A family's loss to opioid addiction becomes a gift to others

Drug addict's tragedy helps save others

The heroin epidemic has brought tragedy to thousands of families, but some have found comfort in a trend quietly picking up momentum.

The Grugan family of Pennsylvania is among those who’ve donated the organs of a loved one who died from a drug overdose to help save other lives.

Eileen Grugan said her son, Charles, had checked off the organ donor box years before his death from a heroin overdose at age 33.

Charles Grugan died from a heroin overdose at age 33. His family donated his organs and three lives were saved. Courtesy Grugan family

“He was checking it off because he believed it was the right thing to do. Not that he would ever be called on to do that. He had big dreams,” she told CBS News’ Kenneth Craig.

But an addiction to painkillers derailed those dreams and swept Charles into the nation’s opioid epidemic. He had his first pill in high school, and by age 30, he had moved on to heroin. Three years later, he overdosed in the family living room.

“I yelled to him, ‘Charles?’ and he didn’t answer, and I ran in and grabbed him and I said, ‘Charles!’ And he was gone. The brain damage was very, very severe and he was not going to be coming back,” his mother said.

Charles’ parents and sisters honored his wish to donate his organs.

“It is the thing that helped us get through this grief that we thought we were never, ever, going to be able to be whole again,” said Eileen.

Drug overdose deaths have spiked in recent years, but health experts say one silver lining in the crisis has been the increase in life-saving organs for transplants.

As of October, 12 percent of deceased organ donors in the U.S. died of drug intoxication, according to the United Network for Organ Sharing (UNOS) — 791 out of a total of 6,557. That’s more than the number who died of gunshot wounds.

While the percentage of organ donations from people who died of drug overdoses has risen steadily over the past two decades, UNOS data shows it’s most notably increased in the past four years.

In New England, a region that’s been hit especially hard by the opioid epidemic, one in four organ donors this year died from a drug overdose. The Mid-Atlantic is seeing a similar trend.

“Those are young people who are dying,” Howard Nathan, president and CEO of Gift of Life Donor Program, a non-profit organization that recovers and distributes organs and tissues for transplants in Pennsylvania, New Jersey and Delaware, told CBS News.

But organ donation can comfort the grieving, he said.

“They hear that a loved one can save somebody else’s life — as many as five, or six, or seven people — and this helps them in a way we can’t even imagine,” Nathan added.

Drug users have traditionally been viewed as “high risk” donors because they can carry infections like HIV and hepatitis C, but that thinking has shifted in recent years. Amid a severe shortage of organs for transplant, more and more transplant centers across the country are trying to use organs donated from overdose deaths rather than keep desperately ill patients waiting even longer. Experts argue that the risk of transplanting an infected organ is small, and even if hepatitis C or HIV were passed along, those conditions can be managed with medicines.

Charles Grugan’s organs were tested and cleared for diseases and damage. Despite his drug use, his kidneys, liver and heart were in good enough condition to go to three patients in need.

Almost 120,000 people are on the national waiting list for transplants, according to the Organ Procurement and Transplantation Network. Every 10 minutes, someone is added to that list and on average, 22 people die each day waiting for a transplant.

What’s it like for his parents to know that their son’s heart is beating inside someone else’s chest?

“I think about that every day,” said Charles’ father. 

“He often thought that he would do something so incredible. And he did it. He really, really did it,” his mother said.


What the exercise asks: Set down each record exactly. Omit the pictures.

Records shown:

• • •

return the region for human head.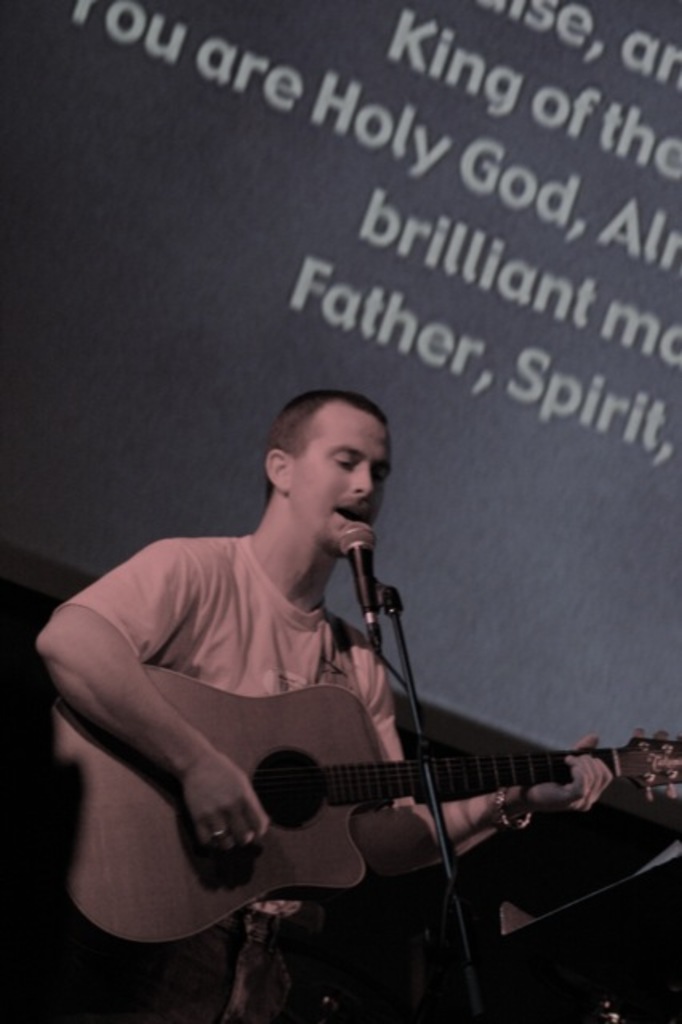
<region>243, 382, 394, 547</region>.
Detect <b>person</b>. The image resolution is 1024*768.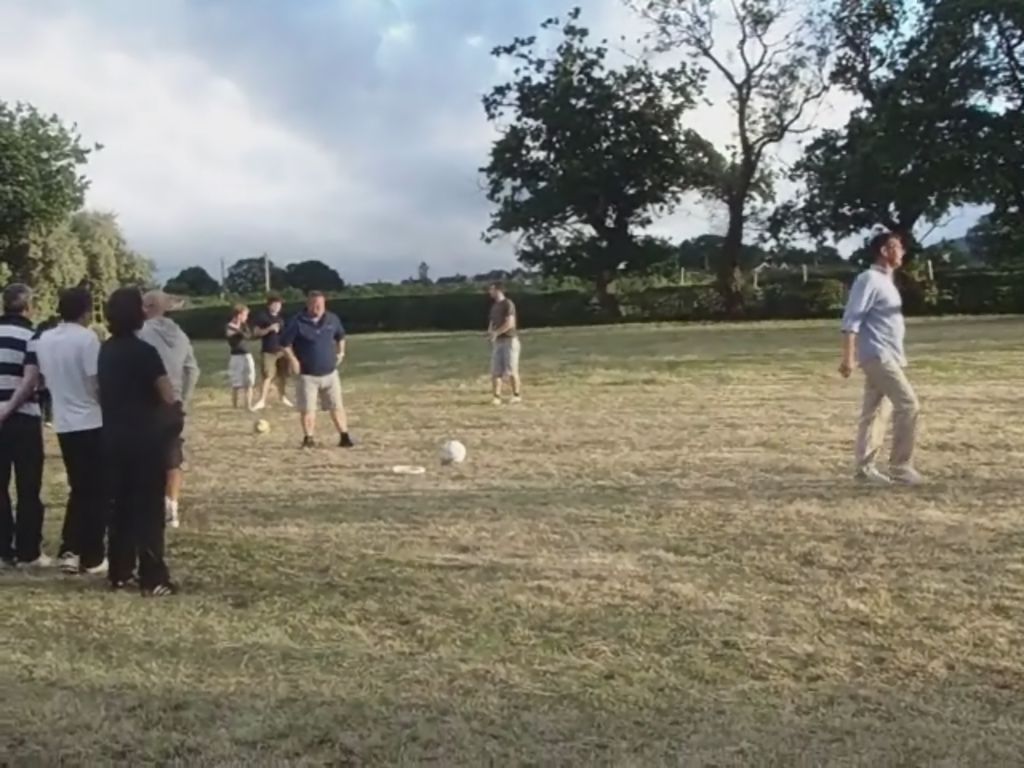
(24,282,115,576).
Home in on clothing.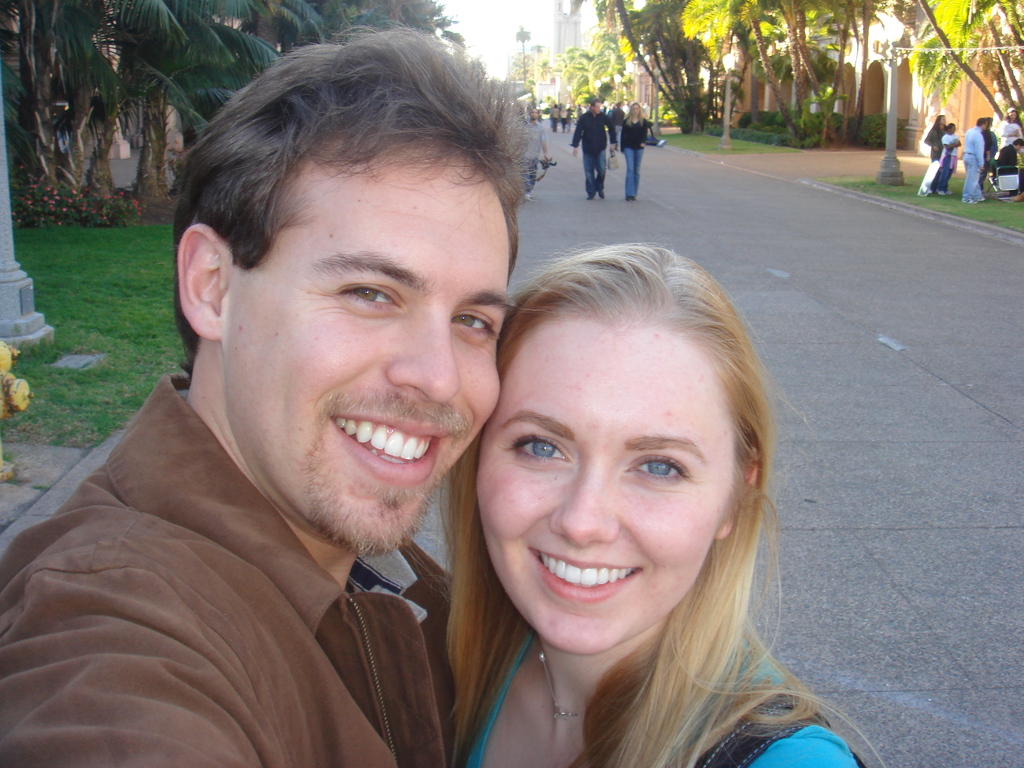
Homed in at rect(622, 117, 647, 198).
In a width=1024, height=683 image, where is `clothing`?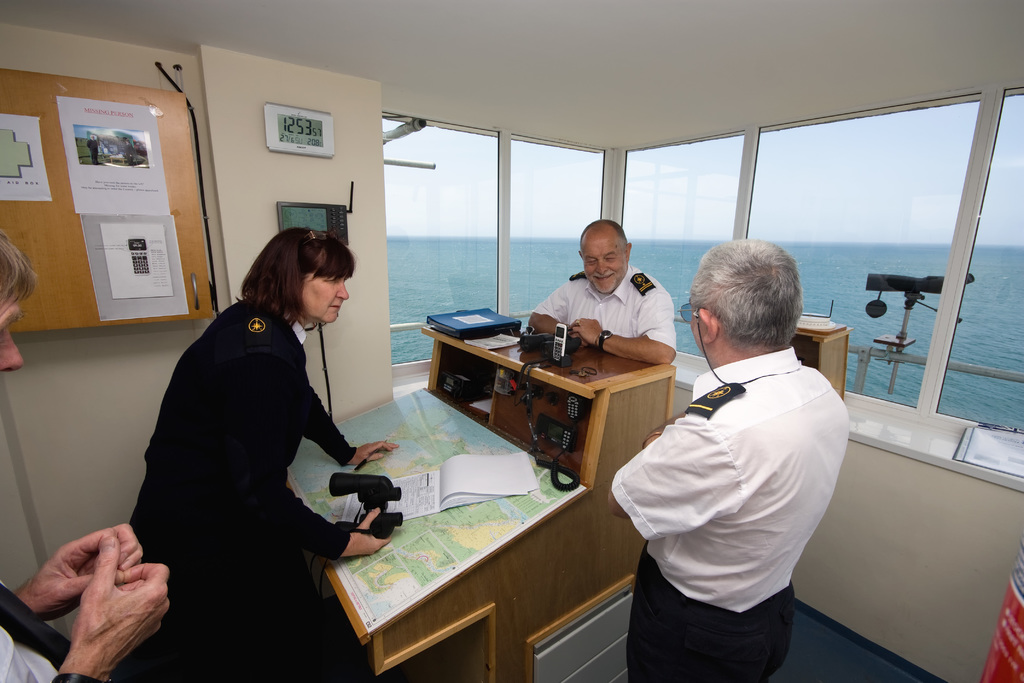
detection(125, 289, 381, 682).
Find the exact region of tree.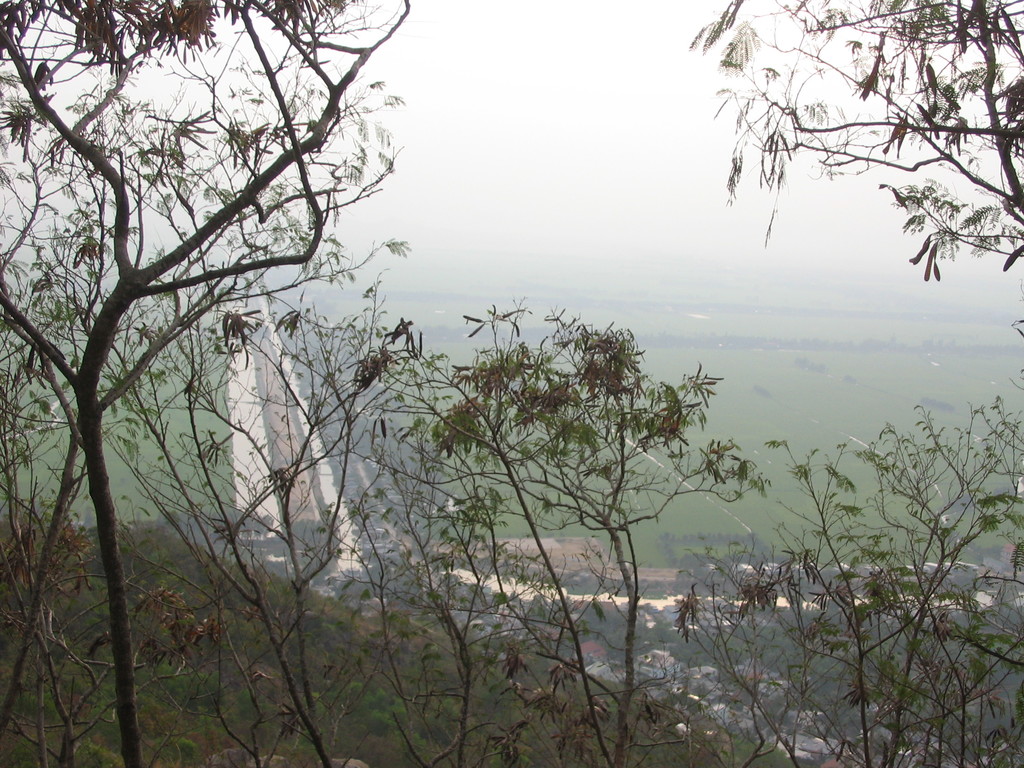
Exact region: [19,13,409,676].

• • •

Result of this task:
return the region for human head.
<region>243, 382, 394, 547</region>.
Detect <b>person</b>. The image resolution is 1024*768.
(24,282,115,576).
Home in on clothing.
Homed in at rect(622, 117, 647, 198).
In a width=1024, height=683 image, where is `clothing`?
detection(125, 289, 381, 682).
Find the exact region of tree.
Exact region: [19,13,409,676].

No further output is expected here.